The increased melting of Arctic ice is already driving extreme weather that affects hundreds of millions of people across North America, Europe and Asia, leading climate scientists have told the Guardian.
Severe winters are now strongly linked to soaring polar temperatures, say researchers, with deadly summer heatwaves and torrential floods also being linked. The scientists now fear the Arctic meltdown has instigated abrupt changes in the planet's swirling atmosphere, bringing extreme weather.
Global warming has been shrinking the northern ice cap, driving the loss of about three-quarters of its volume so far. But the recent heat in the Arctic has shocked scientists, with temperatures 33C above average in parts of the Russian Arctic and 20C higher in some other places.

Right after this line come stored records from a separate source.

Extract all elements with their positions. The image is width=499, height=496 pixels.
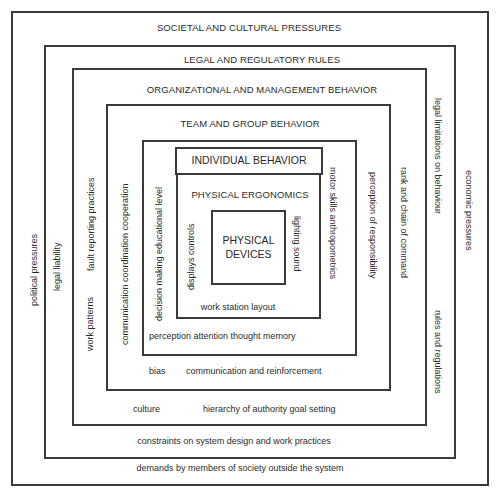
organizational-left-bottom-label: work patterns xyxy=(85,297,95,351)
team-title: TEAM AND GROUP BEHAVIOR xyxy=(180,118,319,129)
societal-title: SOCIETAL AND CULTURAL PRESSURES xyxy=(157,22,341,33)
organizational-bottom-left-label: culture xyxy=(133,404,160,414)
organizational-right-label: rank and chain of command xyxy=(399,167,409,278)
team-bottom-left-label: bias xyxy=(149,366,166,376)
ergonomics-title: PHYSICAL ERGONOMICS xyxy=(191,189,308,200)
ergonomics-right-label: lighting sound xyxy=(292,216,302,272)
ergonomics-bottom-label: work station layout xyxy=(201,302,276,312)
team-right-label: perception of responsibility xyxy=(368,172,378,279)
team-left-label: communication coordination cooperation xyxy=(120,183,130,345)
organizational-title: ORGANIZATIONAL AND MANAGEMENT BEHAVIOR xyxy=(147,84,377,95)
individual-title: INDIVIDUAL BEHAVIOR xyxy=(192,154,307,166)
societal-bottom-label: demands by members of society outside th… xyxy=(136,463,343,473)
individual-left-label: decision making educational level xyxy=(154,187,164,321)
physical-devices-line2: DEVICES xyxy=(211,247,286,261)
societal-right-label: economic pressures xyxy=(464,170,474,251)
legal-title: LEGAL AND REGULATORY RULES xyxy=(184,54,340,65)
ergonomics-left-label: displays controls xyxy=(186,223,196,290)
legal-left-label: legal liability xyxy=(52,242,62,291)
legal-bottom-label: constraints on system design and work pr… xyxy=(137,436,331,446)
physical-devices-label: PHYSICAL DEVICES xyxy=(211,233,286,261)
individual-bottom-label: perception attention thought memory xyxy=(149,331,296,341)
organizational-bottom-right-label: hierarchy of authority goal setting xyxy=(203,404,336,414)
physical-devices-line1: PHYSICAL xyxy=(211,233,286,247)
individual-right-label: motor skills anthropometrics xyxy=(328,167,338,279)
organizational-left-top-label: fault reporting practices xyxy=(86,177,96,271)
societal-left-label: political pressures xyxy=(29,234,39,306)
legal-right-top-label: legal limitations on behaviour xyxy=(433,98,443,214)
legal-right-bottom-label: rules and regulations xyxy=(433,310,443,394)
team-bottom-right-label: communication and reinforcement xyxy=(186,366,322,376)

In November, ice levels hit a record low, and we are now in "uncharted territory", said Prof Jennifer Francis, an Arctic climate expert at Rutgers in the US, who first became interested in the region when she sailed University through it on a round-the-world trip in the 1980s.
The chain of events that links the melting Arctic with weather to the south begins with rising global temperatures causing more sea ice to melt.
Unlike on the Antarctic continent, melting ice here exposes dark ocean beneath, which absorbs more sunlight than ice and warms further. This feedback loop is why the Arctic is heating up much faster than the rest of the planet.